The MSO Workaround and Its Limits

Some non-dentist investors have used Management Service Organizations (MSOs) to participate in dental practices indirectly. In this arrangement, a licensed dentist technically owns the practice while the MSO handles billing, marketing, staffing, and other business functions. The MSO profits from management fees rather than from owning the practice itself.

California has been tightening the rules around these structures. SB 351, a law taking effect before January 2026, explicitly prohibits non-physician investors from exercising any control over clinical decision-making, patient care, treatment recommendations, or access to medical records. The law also bans common contract clauses in private equity-backed MSO deals, including non-compete agreements that restrict dentists after they leave and gag clauses that prevent providers from criticizing business practices or care quality. Any direct or indirect interference with a dentist’s professional judgment may be deemed unlawful corporate control.

MSOs remain legal in California, but only when they stay strictly on the business side and leave all clinical authority with the licensed dentist-owner.

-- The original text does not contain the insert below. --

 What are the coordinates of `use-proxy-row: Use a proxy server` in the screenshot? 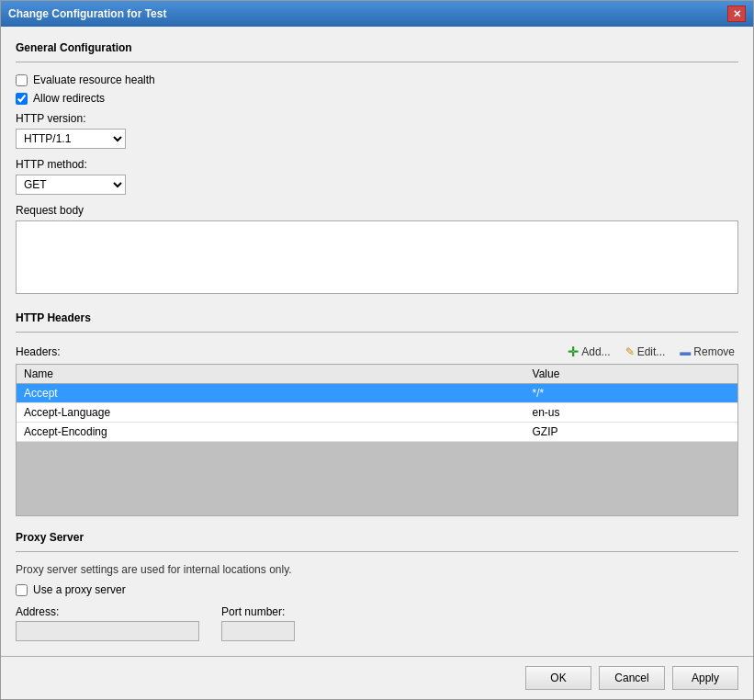 It's located at (377, 590).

Nonprofit and Public Clinic Exceptions

California carves out specific exceptions for certain types of organizations that can employ dentists and charge for their services without being considered to be practicing dentistry. These include:

  • Licensed primary care clinics operating under the Health and Safety Code
  • Exempt primary care clinics that meet specific statutory criteria
  • Clinics owned or operated by public hospitals or health systems
  • Hospital-owned clinics that hold the primary contract with a county government for indigent care

Tax-exempt nonprofit corporations also get a specific exception. A nonprofit that is supported substantially by donations, bequests, gifts, grants, government funds, or charitable contributions can own and manage a location where dental services are performed. But there are conditions: the entity must obtain approval from the Dental Board, it cannot interfere with or direct the professional judgment of licensed staff, and all licensees working there must comply with state dental regulations.

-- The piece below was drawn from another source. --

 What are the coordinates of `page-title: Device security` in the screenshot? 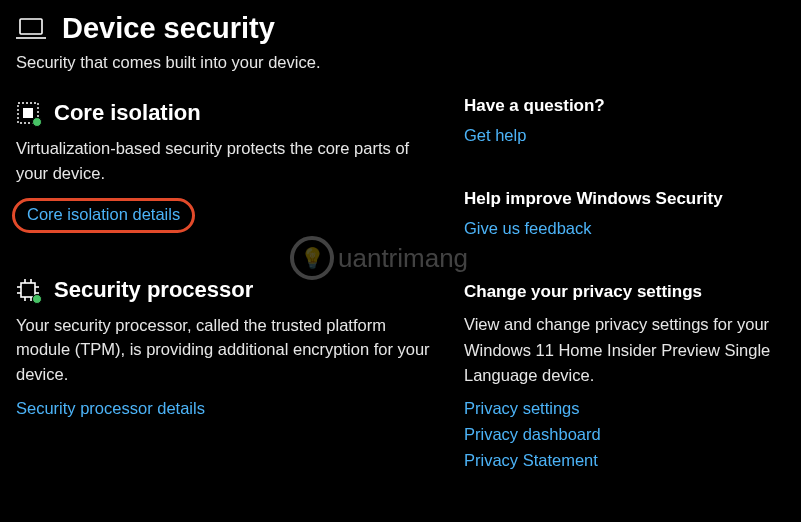 It's located at (168, 28).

Community health centers operating as nonprofits fall under this framework. They can employ dentists directly and bill for services, which is how many low-income dental programs in California function.

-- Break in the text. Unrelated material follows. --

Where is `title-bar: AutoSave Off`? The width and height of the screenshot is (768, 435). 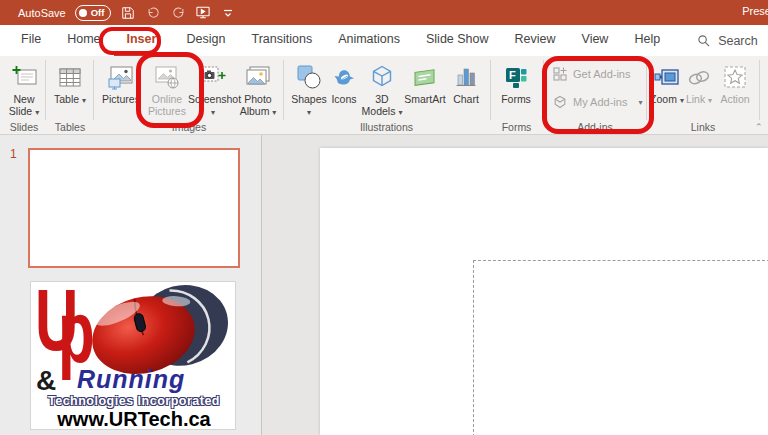 title-bar: AutoSave Off is located at coordinates (384, 12).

What Happens When a Dentist Dies or Becomes Incapacitated

California law provides a 12-month grace period when a dentist-owner dies or becomes incapacitated. During that window, certain people can continue operating the practice, employing dental staff, and billing for services without holding a dental license themselves. Those people include the legal guardian or conservator of an incapacitated dentist, the executor or administrator of a deceased dentist’s estate, and the trustee of a trust that was set up specifically to handle the practice in case of death or incapacity.

The trust exception is narrowly written. It applies only to trusts whose assets consist solely of the dental practice and that were created for the specific purpose of disposing of the practice if the dentist could no longer run it. After the 12-month period ends, the practice must be sold to a licensed dentist or dental corporation, or it must close.

Ownership Structures at a Glance

  • Sole proprietorship: One licensed dentist owns and controls the practice
  • Partnership: Two or more licensed dentists share ownership
  • Professional corporation: Shares held only by licensed dentists, formed under the Moscone-Knox Act
  • Nonprofit corporation: Must be tax-exempt, charity-supported, and approved by the Dental Board
  • Public or licensed clinics: Specific clinic types defined in the Health and Safety Code
  • Estate or trust: Temporary ownership for up to 12 months following a dentist’s death or incapacity

Outside of these categories, there is no legal path for a non-dentist individual, a general business corporation, or a private equity fund to directly own a dental practice in California. The state’s framework is one of the more restrictive in the country, and recent legislation signals that enforcement is moving toward tighter scrutiny of indirect ownership arrangements as well.